YOUR INSTRUCTIONS → Set down precisely the lines from the line with "Identify the location" through the end of the material, inclusive, and no pictures.

PROVIDED RECORDS →
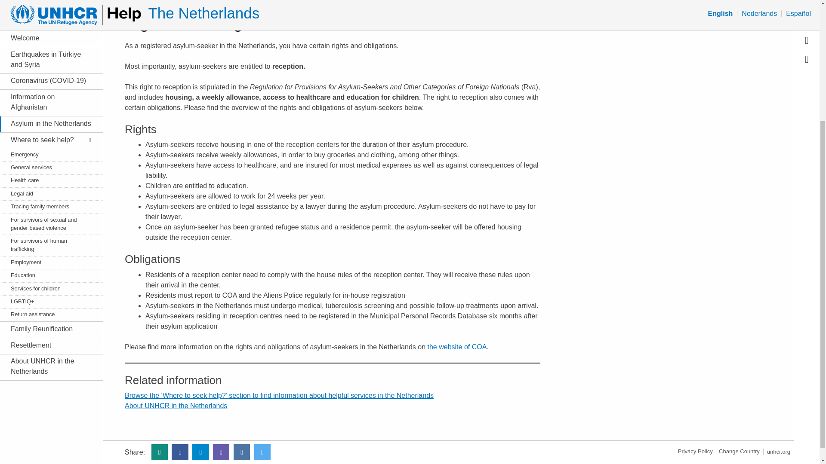 The width and height of the screenshot is (826, 464). What do you see at coordinates (46, 81) in the screenshot?
I see `For survivors of human trafficking` at bounding box center [46, 81].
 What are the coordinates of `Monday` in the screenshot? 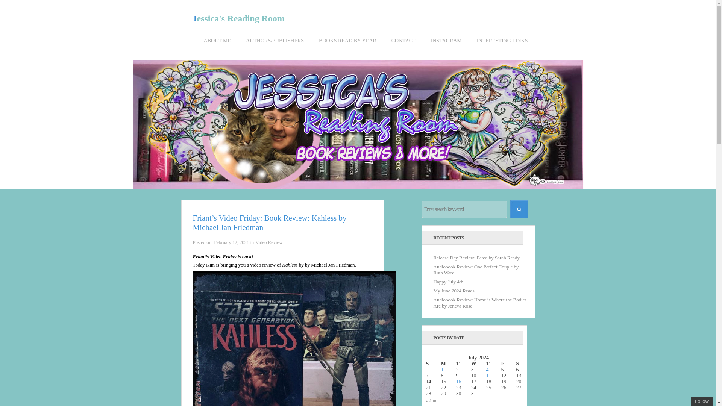 It's located at (448, 364).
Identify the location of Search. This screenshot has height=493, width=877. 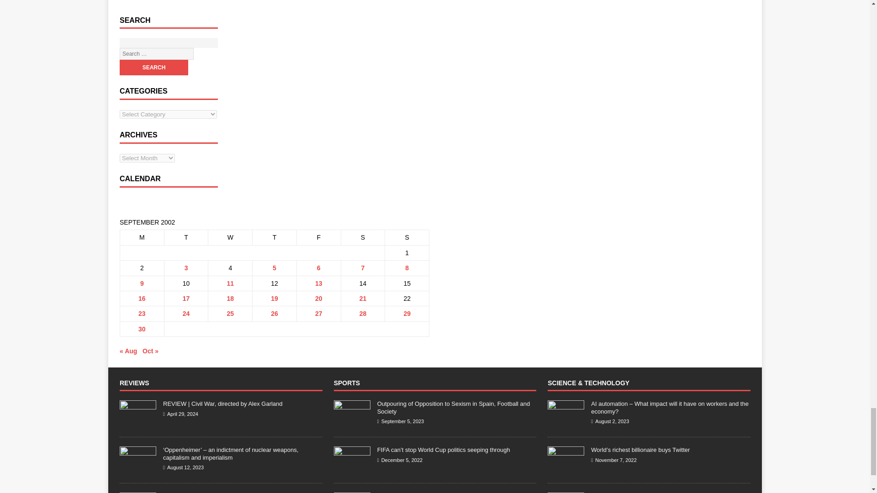
(153, 68).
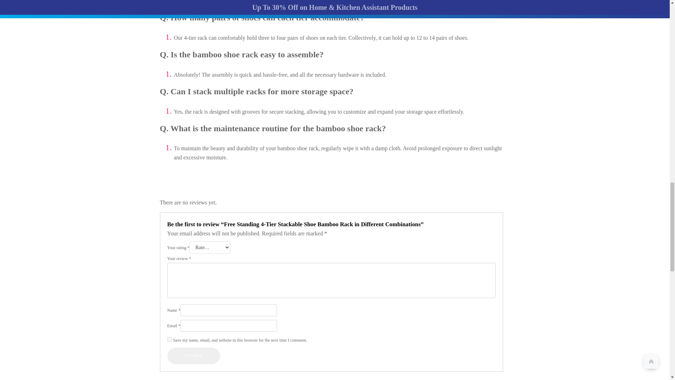  What do you see at coordinates (170, 339) in the screenshot?
I see `yes` at bounding box center [170, 339].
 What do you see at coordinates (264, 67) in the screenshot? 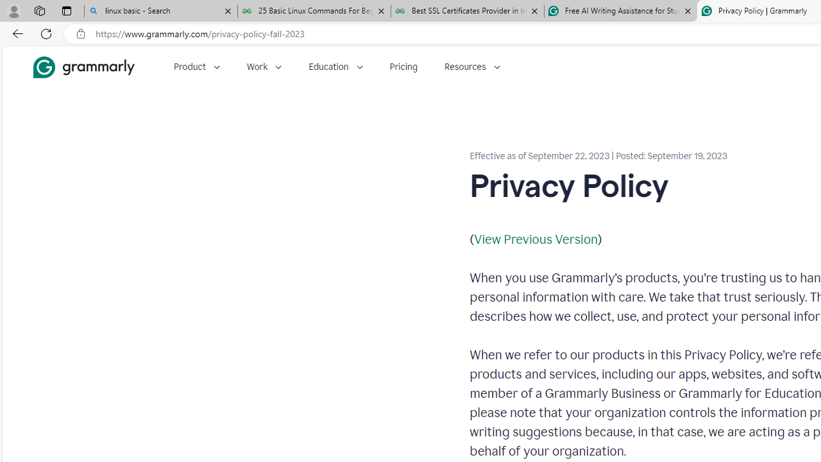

FINISHED EXERCISE →
Identify the location of Search. This screenshot has height=493, width=877. 
(153, 68).
  What do you see at coordinates (170, 339) in the screenshot?
I see `yes` at bounding box center [170, 339].
 What do you see at coordinates (264, 67) in the screenshot? 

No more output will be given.